In this historical thriller, two New York City detectives investigate a string of bombings perpetrated by German saboteurs.
Before the United States was drawn into World War I, the country was plagued by bombings by German spies, who sought to disrupt munitions boats carrying vital supplies to the Allies. In 1915, the bomb squad, the “most elite unit in the New York City Police Force,” is tasked with thwarting these terrorist acts. DS Gil Martin and his partner, Detective Paul Keller, are given lead roles on the case, and they’re a complex pair: Martin’s parents were forced out of France during the Franco-Prussian War, and he was raised to loathe Germans; Keller is a German American who’s critical of Germany’s belligerence but proud of his heritage. The principal German agent in New York, Danie Caarsens, a “fearless soldier” and veteran of the Boer War, coordinates smuggling operations, plants explosives, and even agitates dock workers to strike. Author Hockenberry, whose historical research is impressively rigorous, details the cops’ frantic search for Caarsens, who proves to be a “slippery fish.” The story is as riveting as it is edifying, and the author astutely limns the role that the United States played in the world, and the dangers it weathered, before it officially declared war.
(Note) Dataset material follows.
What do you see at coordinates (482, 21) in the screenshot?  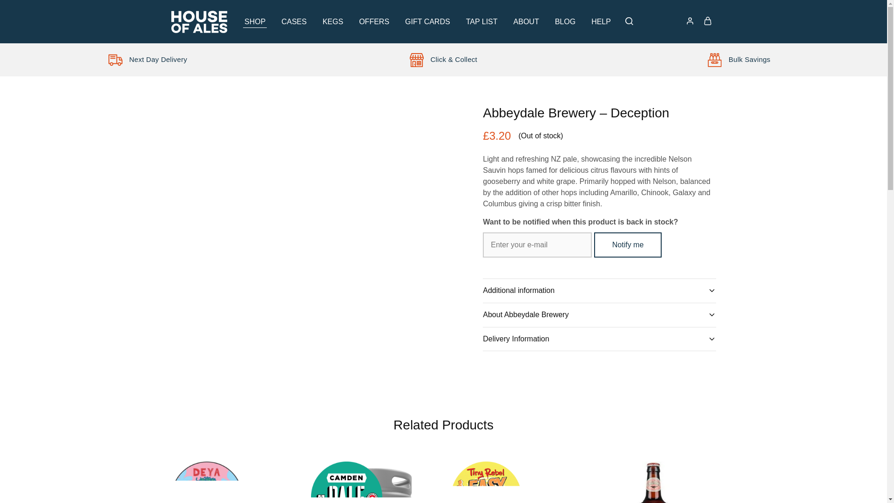 I see `TAP LIST` at bounding box center [482, 21].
Hockenberry also paints a vivid picture of the difficulties that German Americans faced; one subplot follows the struggle of German American banker John Wittig, who’s torn between his commitment to peace and his allegiance to Germany. The author’s prose has a tendency to be overwrought, as when Martin melodramatically declares, "I want to shadow [German criminal Eugene] Traub to the devil’s door." However, the engaging plot more than compensates for this.
An enjoyable blend of historical information and fictional excitement despite overheated prose.